Whereas in part one of my journey, I felt highly agentic and like I strongly leveraged the time I had, this part felt like I was just at the right place at the right time. I was noticed by the person hiring me, because I shared my work on the platform she was monitoring (well, in this case, running). She hired me, because they had just received funding and, as a new scrappy charity, probably wouldn’t necessarily want to run a full-on hiring round. None of the key takeaways were intentional parts of my secret “getting-hired” plan; all of my insights are in retrospect.

In fact, nothing I did was for the explicit purpose of getting a job. And I think that is very important to help you stay sane. I pursued and shared my work because I thought it mattered, and I could grow from it. Perhaps, if I had seen each of my actions as a step to find a job, and if I hadn’t been quite this lucky, I would have felt a deep sense of frustration sooner or later, because I wouldn’t have found myself getting “closer” to my goals. Creating your own opportunities and increasing your surface area for serendipity is not a sure-fire, step-by-step, short-feedback loop journey to get a job — things are up to chance, and results may come suddenly and unexpectedly. Of course, you are more likely to be at the right place at the right time, if you try to be at loads of places all the time. But doing so sustainably is difficult, if it is for no other purpose than your job hunt.

  1. ^

    I later learned that a philosophy degree is quite common in the EA movement! Let the record show, I always knew there was value in it!

  2. ^

    I had known about Effective Altruism through my philosophy degree, but I was only aware of it in the context of the Peter Singer’s Drowning Child thought experiment. I heard the thought experiment, thought Singer was probably right, and didn’t really pursue things further.

  3. ^

    I did try to get my bachelors thesis published and gave a talk about deductive/non-intuitive ethical methodology at a philosophy workshop; both were great for my confidence but didn’t do much in terms of direct career capital building. Stories for another day!


Asampana Kofi Engbme Maxwell @ 2025-07-29T08:24 (+6)

enjoyed reading this piece. one day I can also share my journey.

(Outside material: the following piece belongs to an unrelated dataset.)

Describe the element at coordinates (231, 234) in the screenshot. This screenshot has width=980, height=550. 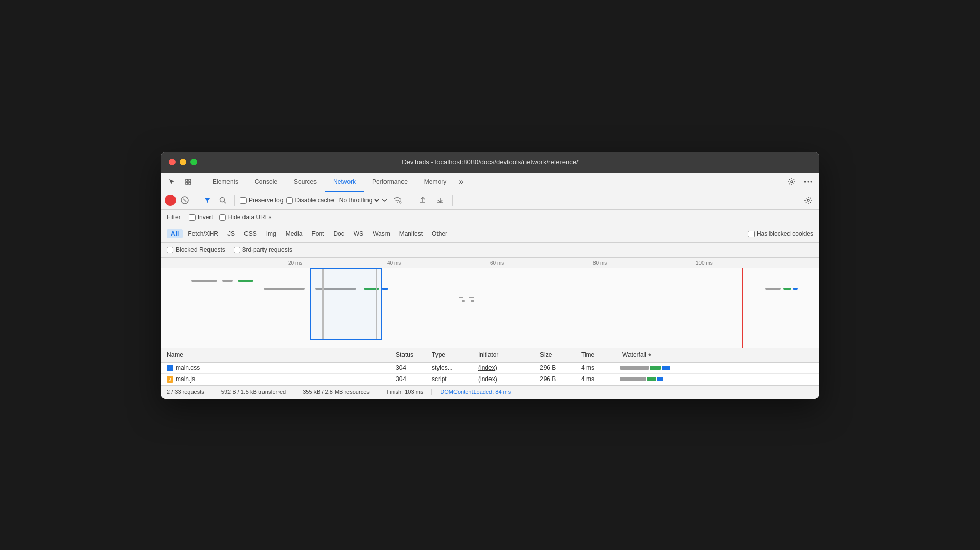
I see `type-btn-js: JS` at that location.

Angel Lau @ 2025-07-21T16:21 (+4)

Really enjoyed reading this, thanks for writing this up Kevin!

JustinWilken @ 2025-07-23T23:16 (+1)

Thanks for writing this Kevin, I resonated a lot with this! Very transferable learnings :)

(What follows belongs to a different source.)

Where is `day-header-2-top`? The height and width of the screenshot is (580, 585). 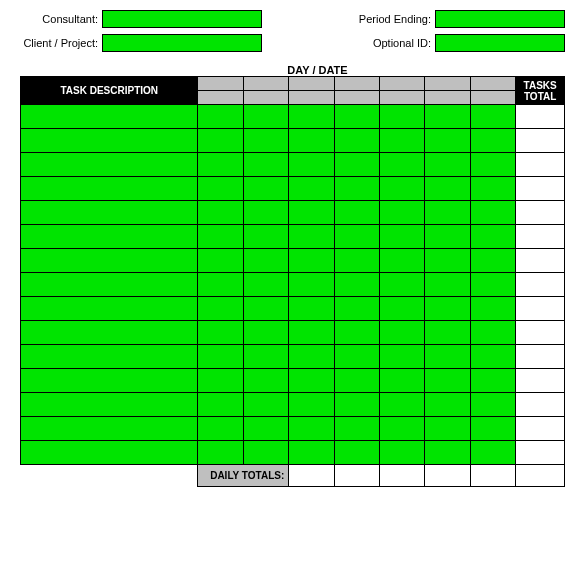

SummaryBot @ 2025-07-21T15:58 (+1)

Executive summary: In this personal reflection for Career Conversations Week, the author shares how they transitioned from grassroots vegan activism to becoming Managing Director at Hive, emphasizing that while their journey involved luck and privilege, deliberately creating opportunities, building community, and sharing their work played key roles in getting noticed and eventually hired.

Key points:

  1. Pivoting from activism to impact-focused career planning: Exposure to social psychology, effective advocacy literature, and local EA events led the author to question the effectiveness of their prior activism and reframe their career around maximizing impact.
  2. Creating self-directed opportunities: With few formal roles available, the author initiated talks, projects, and community-building efforts (e.g., founding Effective Animal Advocacy Austria), emphasizing that impactful contributions don’t require originality, formal structures, or perfection.
  3. The role of time and privilege: The author acknowledges that being able to spend ~10 hours/week exploring EA-aligned work was a significant advantage, and encourages others with similar privilege to use it wisely.
  4. Importance of visibility and community: Sharing updates, asking for feedback, and being active on Hive Slack led to meaningful connections, including the one that would ultimately result in a job offer.
  5. Serendipity, not strategy: The author stresses that none of their actions were part of a calculated plan to get hired—opportunities arose unexpectedly through visibility, early involvement, and trusted recommendations.
  6. Staying sane and mission-driven: Framing their work as intrinsically meaningful, rather than instrumental for landing a job, helped the author maintain motivation and avoid burnout despite uncertain outcomes.